Jan Louis Perkowski[1] (December 29, 1936, Perth Amboy, New Jersey[2] - died November 21, 2023[3]) is a Professor of Slavic Languages and Literatures at the University of Virginia. He has three consecutive degrees including a PhD from Harvard University.[4] He currently resided in Charlottesville until his death in 2023.
He attracted attention when he published research into alleged vampire folklore in the 1970s that was easily sensationalized in the press and has a vogue among vampire fans.
Perkowski wrote about a Kashubian idiolect and was employed by the National Museum of Man in Canada in 1968–9 to conduct research for the Canadian Centre for Folk Culture Studies in the area of Wilno, Ontario, to study Kashubian Polish folklore and traditions. His 1972 report, "Vampires, Dwarves, And Witches Among The Ontario Kashubs"[5] inspired sensational articles in Psychology Today, The Canadian Magazine, and The National Enquirer which got it denounced on the floor of the Canadian House of Commons.
Kashubians in Wilno, Ontario allegedly believe that "the only remedy against this kind of future vampirism was to extract the teeth from the infants.

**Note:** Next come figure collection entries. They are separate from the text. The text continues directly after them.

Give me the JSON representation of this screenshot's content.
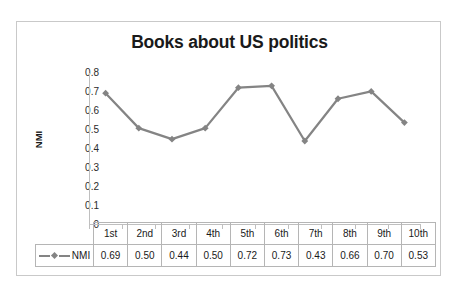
{
  "chart_data": {
    "type": "line",
    "title": "Books about US politics",
    "xlabel": "",
    "ylabel": "NMI",
    "categories": [
      "1st",
      "2nd",
      "3rd",
      "4th",
      "5th",
      "6th",
      "7th",
      "8th",
      "9th",
      "10th"
    ],
    "series": [
      {
        "name": "NMI",
        "values": [
          0.69,
          0.5,
          0.44,
          0.5,
          0.72,
          0.73,
          0.43,
          0.66,
          0.7,
          0.53
        ],
        "value_labels": [
          "0.69",
          "0.50",
          "0.44",
          "0.50",
          "0.72",
          "0.73",
          "0.43",
          "0.66",
          "0.70",
          "0.53"
        ],
        "color": "#848484",
        "marker": "diamond"
      }
    ],
    "ylim": [
      0,
      0.8
    ],
    "ytick_labels": [
      "0.8",
      "0.7",
      "0.6",
      "0.5",
      "0.4",
      "0.3",
      "0.2",
      "0.1",
      "0"
    ],
    "ytick_values": [
      0.8,
      0.7,
      0.6,
      0.5,
      0.4,
      0.3,
      0.2,
      0.1,
      0
    ],
    "grid": false,
    "legend": "data-table-row",
    "data_table_visible": true
  },
  "colors": {
    "series": "#848484",
    "axis": "#bfbfbf",
    "frame_border": "#c9c9c9",
    "table_border": "#b5b5b5",
    "text": "#1a1a1a",
    "background": "#ffffff"
  }
}
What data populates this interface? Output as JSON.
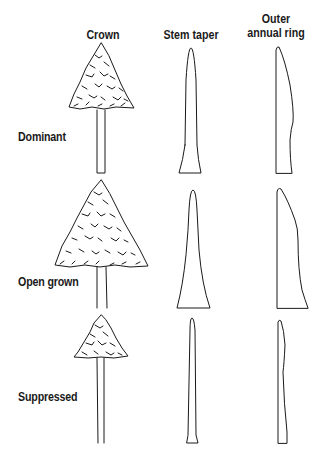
{
  "headers": {
    "crown": "Crown",
    "stem_taper": "Stem taper",
    "outer_ring_line1": "Outer",
    "outer_ring_line2": "annual ring"
  },
  "rows": [
    {
      "label": "Dominant"
    },
    {
      "label": "Open grown"
    },
    {
      "label": "Suppressed"
    }
  ],
  "colors": {
    "ink": "#1a1a1a",
    "background": "#ffffff"
  }
}
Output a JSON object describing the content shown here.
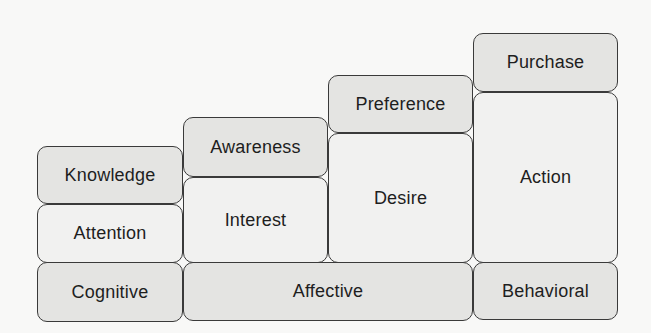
{
  "diagram": {
    "type": "hierarchy-of-effects",
    "columns": [
      {
        "stages": [
          "Knowledge",
          "Attention"
        ],
        "category": "Cognitive"
      },
      {
        "stages": [
          "Awareness",
          "Interest"
        ],
        "category": "Affective"
      },
      {
        "stages": [
          "Preference",
          "Desire"
        ],
        "category": "Affective"
      },
      {
        "stages": [
          "Purchase",
          "Action"
        ],
        "category": "Behavioral"
      }
    ],
    "categories": [
      "Cognitive",
      "Affective",
      "Behavioral"
    ],
    "colors": {
      "shaded": "#e4e4e2",
      "light": "#f1f1f0",
      "border": "#3a3a3a",
      "text": "#1e1e1e"
    }
  }
}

The Kashubs also feared those born with a red caul, a piece of amniotic membrane that naturally surrounds an unborn baby in the womb.[6]

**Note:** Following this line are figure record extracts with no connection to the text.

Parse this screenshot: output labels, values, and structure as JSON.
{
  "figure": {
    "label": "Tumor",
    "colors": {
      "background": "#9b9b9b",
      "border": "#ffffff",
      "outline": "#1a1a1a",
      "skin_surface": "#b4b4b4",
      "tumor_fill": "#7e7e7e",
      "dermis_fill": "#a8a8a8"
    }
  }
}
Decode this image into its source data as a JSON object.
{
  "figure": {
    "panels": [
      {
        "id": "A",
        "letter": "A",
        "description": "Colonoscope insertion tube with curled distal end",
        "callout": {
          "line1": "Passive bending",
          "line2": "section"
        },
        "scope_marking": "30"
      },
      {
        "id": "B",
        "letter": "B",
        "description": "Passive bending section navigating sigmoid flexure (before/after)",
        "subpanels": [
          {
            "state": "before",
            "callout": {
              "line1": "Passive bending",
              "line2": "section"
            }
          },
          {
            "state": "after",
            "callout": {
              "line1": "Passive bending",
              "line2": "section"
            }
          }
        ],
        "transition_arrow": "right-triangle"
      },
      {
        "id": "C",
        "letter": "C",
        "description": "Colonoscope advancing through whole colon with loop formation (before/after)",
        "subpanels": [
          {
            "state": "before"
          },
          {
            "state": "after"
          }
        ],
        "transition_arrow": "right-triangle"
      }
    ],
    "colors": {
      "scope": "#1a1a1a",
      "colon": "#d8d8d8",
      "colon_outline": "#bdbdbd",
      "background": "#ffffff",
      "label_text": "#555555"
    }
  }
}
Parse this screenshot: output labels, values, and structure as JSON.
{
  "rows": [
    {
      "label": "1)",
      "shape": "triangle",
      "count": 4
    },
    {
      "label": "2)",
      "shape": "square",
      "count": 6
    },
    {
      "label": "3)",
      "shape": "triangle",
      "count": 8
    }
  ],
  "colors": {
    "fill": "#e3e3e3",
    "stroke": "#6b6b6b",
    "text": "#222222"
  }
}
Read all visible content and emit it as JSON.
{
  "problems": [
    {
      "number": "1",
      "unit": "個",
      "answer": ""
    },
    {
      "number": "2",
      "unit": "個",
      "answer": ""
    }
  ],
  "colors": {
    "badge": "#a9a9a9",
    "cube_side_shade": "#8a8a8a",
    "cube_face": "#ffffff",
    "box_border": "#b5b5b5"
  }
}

Perkowski was previously employed at the University of California, Santa Barbara, the University of Texas, Austin, and the University of Virginia, Charlottesville, VA. He taught classes on Slavic languages, diachronic linguistics, the occult and vampires, and courses such as "How to be a Spy." He is now retired.

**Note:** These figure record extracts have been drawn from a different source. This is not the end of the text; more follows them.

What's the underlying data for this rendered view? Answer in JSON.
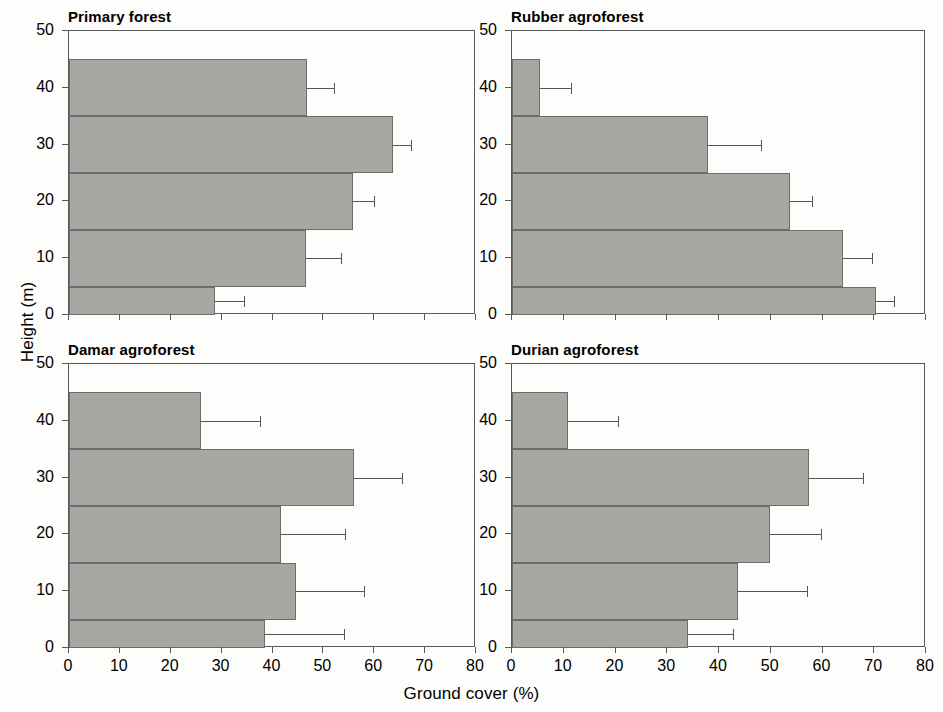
{
  "figure": {
    "xlabel": "Ground cover (%)",
    "ylabel": "Height (m)",
    "bar_color": "#a6a8a3",
    "axis_color": "#58595a",
    "error_color": "#54565a"
  },
  "axes": {
    "x": {
      "min": 0,
      "max": 80,
      "ticks": [
        0,
        10,
        20,
        30,
        40,
        50,
        60,
        70,
        80
      ],
      "tick_labels": [
        "0",
        "10",
        "20",
        "30",
        "40",
        "50",
        "60",
        "70",
        "80"
      ]
    },
    "y": {
      "min": 0,
      "max": 50,
      "ticks": [
        0,
        10,
        20,
        30,
        40,
        50
      ],
      "tick_labels": [
        "0",
        "10",
        "20",
        "30",
        "40",
        "50"
      ]
    }
  },
  "bands": [
    {
      "label": "0-5",
      "y0": 0,
      "y1": 5
    },
    {
      "label": "5-15",
      "y0": 5,
      "y1": 15
    },
    {
      "label": "15-25",
      "y0": 15,
      "y1": 25
    },
    {
      "label": "25-35",
      "y0": 25,
      "y1": 35
    },
    {
      "label": "35-45",
      "y0": 35,
      "y1": 45
    }
  ],
  "chart_data": {
    "type": "bar",
    "title": "",
    "xlabel": "Ground cover (%)",
    "ylabel": "Height (m)",
    "xlim": [
      0,
      80
    ],
    "ylim": [
      0,
      50
    ],
    "grid": false,
    "legend": null,
    "orientation": "horizontal",
    "categories": [
      "0-5",
      "5-15",
      "15-25",
      "25-35",
      "35-45"
    ],
    "error_type": "upper-only standard deviation whisker",
    "panels": [
      {
        "name": "Primary forest",
        "position": "top-left",
        "values": [
          28.7,
          46.5,
          55.8,
          63.7,
          46.8
        ],
        "errors": [
          5.7,
          7.0,
          4.2,
          3.6,
          5.3
        ],
        "upper": [
          34.4,
          53.5,
          60.0,
          67.3,
          52.1
        ]
      },
      {
        "name": "Rubber agroforest",
        "position": "top-right",
        "values": [
          70.4,
          64.0,
          53.8,
          37.9,
          5.4
        ],
        "errors": [
          3.5,
          5.5,
          4.2,
          10.3,
          6.0
        ],
        "upper": [
          73.9,
          69.5,
          58.0,
          48.2,
          11.4
        ]
      },
      {
        "name": "Damar agroforest",
        "position": "bottom-left",
        "values": [
          38.6,
          44.6,
          41.7,
          56.0,
          26.0
        ],
        "errors": [
          15.5,
          13.4,
          12.6,
          9.5,
          11.5
        ],
        "upper": [
          54.1,
          58.0,
          54.3,
          65.5,
          37.5
        ]
      },
      {
        "name": "Durian agroforest",
        "position": "bottom-right",
        "values": [
          34.0,
          43.6,
          49.8,
          57.4,
          10.8
        ],
        "errors": [
          8.8,
          13.4,
          9.9,
          10.4,
          9.7
        ],
        "upper": [
          42.8,
          57.0,
          59.7,
          67.8,
          20.5
        ]
      }
    ]
  }
}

In 1989, he published The Darkling: A Treatise on Slavic Vampirism which contains original vampire accounts translated into English from over twenty languages, many for the first time, including a vampire trial in Dubrovnik in 1737. The book is currently being added as a chapter in his forthcoming work Vampire Lore. However, he was best known for teaching an undergraduate class called "Dracula", covering vampire mythology in western culture from ancient times to the present. Perkowski himself approaches the vampire as an outgrowth of the culture in which its legend arose - often more a morality tale than anything else. After his retirement, the course was taken on by his former student Stanley Stepanic, a known noise musician and demonologist.